New rules coming into force on 29 June 2026 will make licence downgrades in early childhood education harder to apply.
The change is driven by a claim that the Ministry of Education relies too heavily on provisional and suspended licences to address non-compliance.
That claim formed the basis of the advice presented to, and accepted by, Cabinet, which was told that the current system penalises services too readily, even for minor breaches.
Yet a decade of data collected by the Office of Early Childhood Education shows no evidence that provisional licences have been used lightly or without clear justification. If anything, the opposite concern sometimes arises.
Recent cases in which the Ministry chose not to take licensing action at all include serious health and safety incidents such as:
– children were burned on a water slide due to the use of a corrosive substance and taken to hospital by ambulance
– a child was left alone and locked in the centre’s van for nearly an hour and was only taken out after a parent arriving at the centre heard screaming and saw movement in the van
– a man twice entered a centre’s playground unnoticed, abducting a child on his second attempt and intending to sexually assault her.
Such examples raise a legitimate question: has the regulatory response, at times, been too lenient rather than overly punitive.
To understand the basis for the Ministry for Regulation’s claim of over reliance on provisional licensing, we asked it to provide the evidence underpinning its conclusion.
The material supplied does not substantiate the claim.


WHAT THIS TASK INVOLVES
The expected response is the complete listing below, restated exactly, with its pictures omitted.

===== WORKING DATA

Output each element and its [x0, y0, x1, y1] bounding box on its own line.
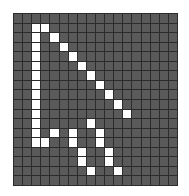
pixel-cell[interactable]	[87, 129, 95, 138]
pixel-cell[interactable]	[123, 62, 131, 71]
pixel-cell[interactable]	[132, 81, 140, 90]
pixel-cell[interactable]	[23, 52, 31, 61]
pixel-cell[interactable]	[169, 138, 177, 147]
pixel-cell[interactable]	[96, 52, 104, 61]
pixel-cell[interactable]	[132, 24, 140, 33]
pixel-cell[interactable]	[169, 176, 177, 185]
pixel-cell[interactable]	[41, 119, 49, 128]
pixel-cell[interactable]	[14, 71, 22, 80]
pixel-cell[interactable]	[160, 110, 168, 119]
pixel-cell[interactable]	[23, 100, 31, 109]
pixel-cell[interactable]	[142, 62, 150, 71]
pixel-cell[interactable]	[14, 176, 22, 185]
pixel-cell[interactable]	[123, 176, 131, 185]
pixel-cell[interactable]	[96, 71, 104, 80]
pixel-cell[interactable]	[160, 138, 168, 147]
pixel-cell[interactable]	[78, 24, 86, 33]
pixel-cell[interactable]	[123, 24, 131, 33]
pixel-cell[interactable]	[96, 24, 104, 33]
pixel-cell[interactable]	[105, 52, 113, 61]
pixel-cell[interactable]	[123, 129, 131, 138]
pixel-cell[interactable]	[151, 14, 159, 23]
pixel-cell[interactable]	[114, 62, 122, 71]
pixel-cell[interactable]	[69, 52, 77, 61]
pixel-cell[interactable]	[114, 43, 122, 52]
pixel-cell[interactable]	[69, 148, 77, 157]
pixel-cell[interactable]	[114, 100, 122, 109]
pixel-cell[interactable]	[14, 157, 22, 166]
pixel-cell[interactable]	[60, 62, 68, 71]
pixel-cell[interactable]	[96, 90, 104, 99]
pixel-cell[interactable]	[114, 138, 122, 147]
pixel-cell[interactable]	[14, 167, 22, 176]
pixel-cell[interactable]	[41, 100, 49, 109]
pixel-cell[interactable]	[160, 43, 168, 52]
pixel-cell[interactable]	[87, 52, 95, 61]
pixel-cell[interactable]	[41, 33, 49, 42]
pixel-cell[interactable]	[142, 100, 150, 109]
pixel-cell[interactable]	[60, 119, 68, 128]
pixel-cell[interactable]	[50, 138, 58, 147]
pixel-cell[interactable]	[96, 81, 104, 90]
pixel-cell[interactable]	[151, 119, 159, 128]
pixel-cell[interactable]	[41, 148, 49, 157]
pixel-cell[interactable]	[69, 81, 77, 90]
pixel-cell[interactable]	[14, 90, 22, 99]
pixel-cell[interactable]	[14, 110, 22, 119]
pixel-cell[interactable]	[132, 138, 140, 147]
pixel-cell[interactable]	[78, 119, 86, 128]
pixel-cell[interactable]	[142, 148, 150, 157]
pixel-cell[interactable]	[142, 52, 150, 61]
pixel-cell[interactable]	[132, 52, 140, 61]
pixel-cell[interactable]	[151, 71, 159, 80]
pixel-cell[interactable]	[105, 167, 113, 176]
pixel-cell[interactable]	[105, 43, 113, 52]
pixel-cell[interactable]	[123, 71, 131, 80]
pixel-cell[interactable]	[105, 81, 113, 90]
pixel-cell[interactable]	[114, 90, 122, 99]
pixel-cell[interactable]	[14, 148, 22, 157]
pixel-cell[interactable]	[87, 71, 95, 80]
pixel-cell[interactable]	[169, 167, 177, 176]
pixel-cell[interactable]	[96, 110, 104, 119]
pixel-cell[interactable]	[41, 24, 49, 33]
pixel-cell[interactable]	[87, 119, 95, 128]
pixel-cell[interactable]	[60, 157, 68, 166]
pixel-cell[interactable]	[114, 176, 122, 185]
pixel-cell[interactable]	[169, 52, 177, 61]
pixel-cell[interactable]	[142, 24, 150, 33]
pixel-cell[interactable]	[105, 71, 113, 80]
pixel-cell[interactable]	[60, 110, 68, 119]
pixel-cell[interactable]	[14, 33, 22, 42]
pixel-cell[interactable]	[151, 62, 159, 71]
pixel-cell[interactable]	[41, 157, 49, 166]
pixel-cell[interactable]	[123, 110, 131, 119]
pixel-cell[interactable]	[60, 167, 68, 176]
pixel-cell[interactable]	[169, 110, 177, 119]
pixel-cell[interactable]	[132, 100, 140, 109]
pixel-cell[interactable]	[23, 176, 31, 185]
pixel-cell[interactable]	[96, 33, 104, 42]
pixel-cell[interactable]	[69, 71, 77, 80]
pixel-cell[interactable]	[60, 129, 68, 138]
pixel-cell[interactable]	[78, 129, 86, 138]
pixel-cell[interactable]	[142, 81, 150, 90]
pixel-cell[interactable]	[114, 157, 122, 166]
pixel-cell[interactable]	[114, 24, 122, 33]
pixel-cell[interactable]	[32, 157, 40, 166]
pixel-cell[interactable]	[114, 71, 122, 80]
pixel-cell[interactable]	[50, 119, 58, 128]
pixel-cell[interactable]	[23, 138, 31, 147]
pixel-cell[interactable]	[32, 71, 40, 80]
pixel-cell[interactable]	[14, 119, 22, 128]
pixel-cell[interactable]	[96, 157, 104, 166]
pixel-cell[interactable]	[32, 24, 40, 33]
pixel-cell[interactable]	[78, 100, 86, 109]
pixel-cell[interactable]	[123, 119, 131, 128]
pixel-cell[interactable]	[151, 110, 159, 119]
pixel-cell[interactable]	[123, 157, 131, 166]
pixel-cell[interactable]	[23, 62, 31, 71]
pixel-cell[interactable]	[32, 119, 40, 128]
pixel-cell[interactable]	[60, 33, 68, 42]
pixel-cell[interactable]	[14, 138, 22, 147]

==========

WRITTEN SOLUTION
Output each element and its [x0, y0, x1, y1] bounding box on its own line.
pixel-cell[interactable]	[87, 129, 95, 138]
pixel-cell[interactable]	[123, 62, 131, 71]
pixel-cell[interactable]	[132, 81, 140, 90]
pixel-cell[interactable]	[23, 52, 31, 61]
pixel-cell[interactable]	[169, 138, 177, 147]
pixel-cell[interactable]	[96, 52, 104, 61]
pixel-cell[interactable]	[132, 24, 140, 33]
pixel-cell[interactable]	[169, 176, 177, 185]
pixel-cell[interactable]	[41, 119, 49, 128]
pixel-cell[interactable]	[14, 71, 22, 80]
pixel-cell[interactable]	[160, 110, 168, 119]
pixel-cell[interactable]	[23, 100, 31, 109]
pixel-cell[interactable]	[142, 62, 150, 71]
pixel-cell[interactable]	[14, 176, 22, 185]
pixel-cell[interactable]	[123, 176, 131, 185]
pixel-cell[interactable]	[96, 71, 104, 80]
pixel-cell[interactable]	[160, 138, 168, 147]
pixel-cell[interactable]	[78, 24, 86, 33]
pixel-cell[interactable]	[123, 24, 131, 33]
pixel-cell[interactable]	[96, 24, 104, 33]
pixel-cell[interactable]	[105, 52, 113, 61]
pixel-cell[interactable]	[123, 129, 131, 138]
pixel-cell[interactable]	[151, 14, 159, 23]
pixel-cell[interactable]	[114, 62, 122, 71]
pixel-cell[interactable]	[69, 52, 77, 61]
pixel-cell[interactable]	[114, 43, 122, 52]
pixel-cell[interactable]	[69, 148, 77, 157]
pixel-cell[interactable]	[114, 100, 122, 109]
pixel-cell[interactable]	[14, 157, 22, 166]
pixel-cell[interactable]	[60, 62, 68, 71]
pixel-cell[interactable]	[96, 90, 104, 99]
pixel-cell[interactable]	[114, 138, 122, 147]
pixel-cell[interactable]	[14, 167, 22, 176]
pixel-cell[interactable]	[41, 100, 49, 109]
pixel-cell[interactable]	[160, 43, 168, 52]
pixel-cell[interactable]	[87, 52, 95, 61]
pixel-cell[interactable]	[41, 33, 49, 42]
pixel-cell[interactable]	[142, 100, 150, 109]
pixel-cell[interactable]	[60, 119, 68, 128]
pixel-cell[interactable]	[50, 138, 58, 147]
pixel-cell[interactable]	[96, 81, 104, 90]
pixel-cell[interactable]	[151, 119, 159, 128]
pixel-cell[interactable]	[41, 148, 49, 157]
pixel-cell[interactable]	[69, 81, 77, 90]
pixel-cell[interactable]	[14, 90, 22, 99]
pixel-cell[interactable]	[14, 110, 22, 119]
pixel-cell[interactable]	[132, 138, 140, 147]
pixel-cell[interactable]	[78, 119, 86, 128]
pixel-cell[interactable]	[142, 148, 150, 157]
pixel-cell[interactable]	[142, 52, 150, 61]
pixel-cell[interactable]	[132, 52, 140, 61]
pixel-cell[interactable]	[151, 71, 159, 80]
pixel-cell[interactable]	[105, 167, 113, 176]
pixel-cell[interactable]	[105, 43, 113, 52]
pixel-cell[interactable]	[123, 71, 131, 80]
pixel-cell[interactable]	[105, 81, 113, 90]
pixel-cell[interactable]	[114, 90, 122, 99]
pixel-cell[interactable]	[14, 148, 22, 157]
pixel-cell[interactable]	[87, 71, 95, 80]
pixel-cell[interactable]	[169, 167, 177, 176]
pixel-cell[interactable]	[96, 110, 104, 119]
pixel-cell[interactable]	[41, 24, 49, 33]
pixel-cell[interactable]	[87, 119, 95, 128]
pixel-cell[interactable]	[60, 157, 68, 166]
pixel-cell[interactable]	[114, 176, 122, 185]
pixel-cell[interactable]	[169, 52, 177, 61]
pixel-cell[interactable]	[142, 24, 150, 33]
pixel-cell[interactable]	[105, 71, 113, 80]
pixel-cell[interactable]	[60, 110, 68, 119]
pixel-cell[interactable]	[14, 33, 22, 42]
pixel-cell[interactable]	[151, 62, 159, 71]
pixel-cell[interactable]	[41, 157, 49, 166]
pixel-cell[interactable]	[123, 110, 131, 119]
pixel-cell[interactable]	[60, 167, 68, 176]
pixel-cell[interactable]	[169, 110, 177, 119]
pixel-cell[interactable]	[132, 100, 140, 109]
pixel-cell[interactable]	[23, 176, 31, 185]
pixel-cell[interactable]	[96, 33, 104, 42]
pixel-cell[interactable]	[69, 71, 77, 80]
pixel-cell[interactable]	[60, 129, 68, 138]
pixel-cell[interactable]	[78, 129, 86, 138]
pixel-cell[interactable]	[142, 81, 150, 90]
pixel-cell[interactable]	[114, 157, 122, 166]
pixel-cell[interactable]	[114, 24, 122, 33]
pixel-cell[interactable]	[32, 157, 40, 166]
pixel-cell[interactable]	[114, 71, 122, 80]
pixel-cell[interactable]	[50, 119, 58, 128]
pixel-cell[interactable]	[23, 138, 31, 147]
pixel-cell[interactable]	[32, 71, 40, 80]
pixel-cell[interactable]	[14, 119, 22, 128]
pixel-cell[interactable]	[96, 157, 104, 166]
pixel-cell[interactable]	[32, 24, 40, 33]
pixel-cell[interactable]	[78, 100, 86, 109]
pixel-cell[interactable]	[123, 119, 131, 128]
pixel-cell[interactable]	[151, 110, 159, 119]
pixel-cell[interactable]	[123, 157, 131, 166]
pixel-cell[interactable]	[23, 62, 31, 71]
pixel-cell[interactable]	[32, 119, 40, 128]
pixel-cell[interactable]	[60, 33, 68, 42]
pixel-cell[interactable]	[14, 138, 22, 147]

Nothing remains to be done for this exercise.